For wildlife journalist and author William Stolzenburg this young male mountain lion would become the extraordinary and unlikely hero of his book Heart of A Lion. where they have been considered officially extinct for decades. For scientists his death would eventually reveal an incredible and ultimately tragic journey, while giving hope to the idea that mountain lions could one day reclaim their former territory in the Eastern U.S. It is a testament to the resilience of nature, and a test of humanity’s willingness to live again beside the ultimate symbol of wildness.On Ja mountain lion was struck and killed by a car in Connecticut, for most his death would go unnoticed, a cat that was simply in the wrong place at the wrong time, another causality of urbanization. Along the way, the lion traverses lands with people gunning for his kind, as well as those championing his cause.Heart of a Lion is a story of one heroic creature pitting instinct against towering odds, coming home to a society deeply divided over his return.


It was the farthest landbound trek ever recorded for a wild animal in America, by a barely weaned teenager venturing solo through hostile terrain.William Stolzenburg retraces his two-year journey-from his embattled birthplace in the Black Hills, across the Great Plains and the Mississippi River, through Midwest metropolises and remote northern forests, to his tragic finale upon Connecticut’s Gold Coast.

The lion was three years old, with a DNA trail embarking from the Black Hills of South Dakota on a cross-country odyssey eventually passing within thirty miles of New York City. But a more fantastic scenario of facts soon unfolded. Beside the road lay a 140-pound mountain lion.Speculations ran wild, the wildest of which figured him a ghostly survivor from a bygone century when lions last roamed the eastern United States. The creature appeared as something out of New England’s forgotten past. Late one June night in 2011, a large animal collided with an SUV cruising down a Connecticut parkway.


**EXERCISE**
Please repeat, from the entries that follow, the lines from the one containing "The height and width of the screenshot is (670, 1366)." through the one containing "In order to" exactly, adding nothing.

**MATERIAL SUPPLIED**

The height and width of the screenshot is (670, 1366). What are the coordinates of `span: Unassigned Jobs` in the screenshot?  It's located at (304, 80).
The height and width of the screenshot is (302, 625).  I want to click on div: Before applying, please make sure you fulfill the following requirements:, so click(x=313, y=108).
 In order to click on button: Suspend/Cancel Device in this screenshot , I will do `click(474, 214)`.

==

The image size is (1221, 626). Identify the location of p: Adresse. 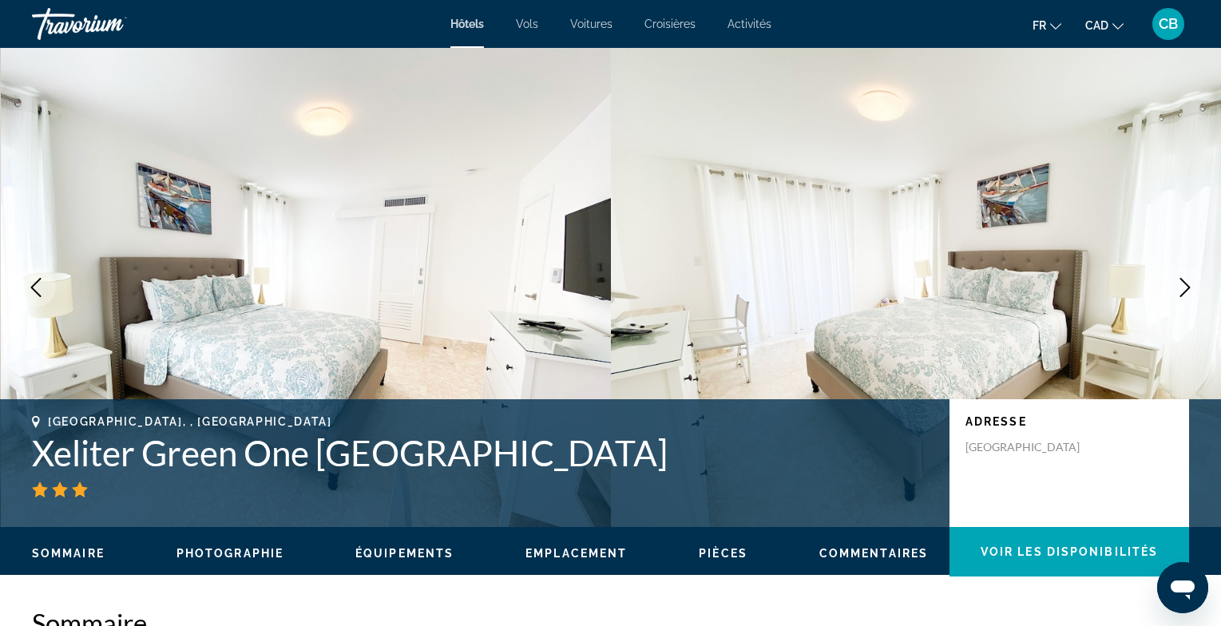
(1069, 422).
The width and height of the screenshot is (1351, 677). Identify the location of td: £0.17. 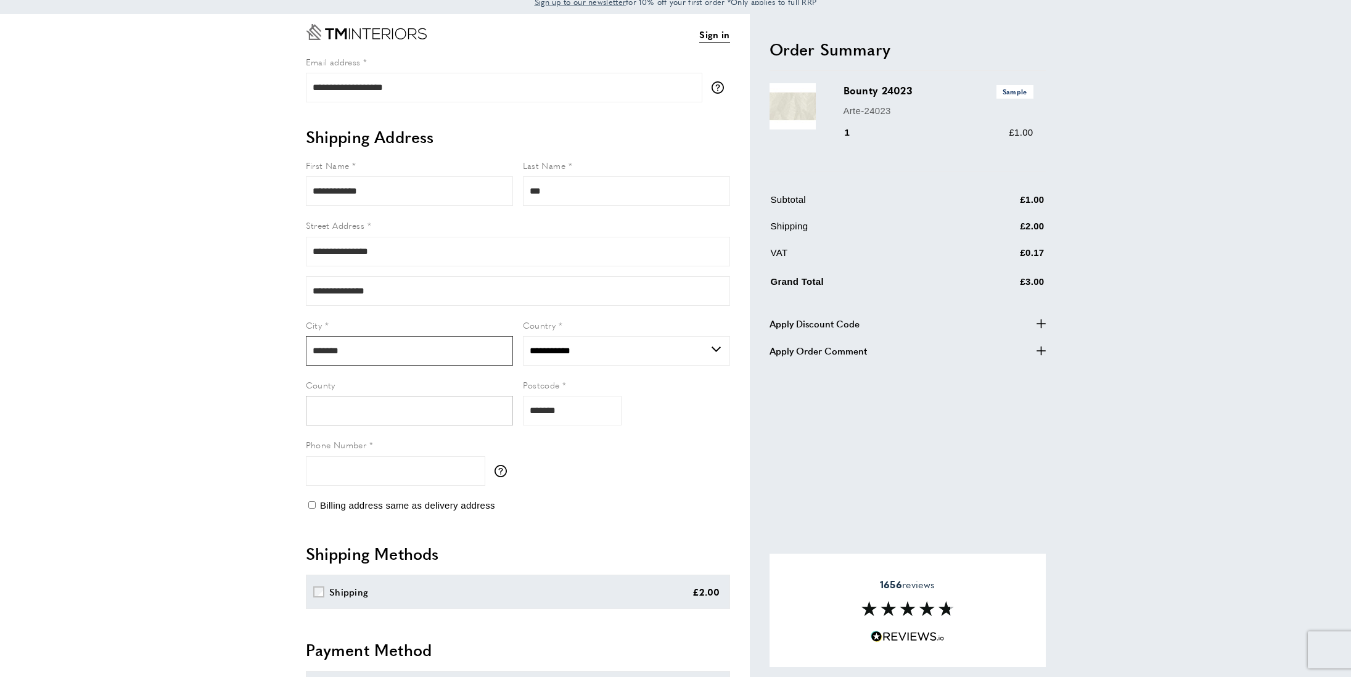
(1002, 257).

**YOUR SOLUTION**
The height and width of the screenshot is (670, 1366). What are the coordinates of `span: Unassigned Jobs` in the screenshot?  It's located at (304, 80).
The height and width of the screenshot is (302, 625).  I want to click on div: Before applying, please make sure you fulfill the following requirements:, so click(x=313, y=108).
 In order to click on button: Suspend/Cancel Device in this screenshot , I will do `click(474, 214)`.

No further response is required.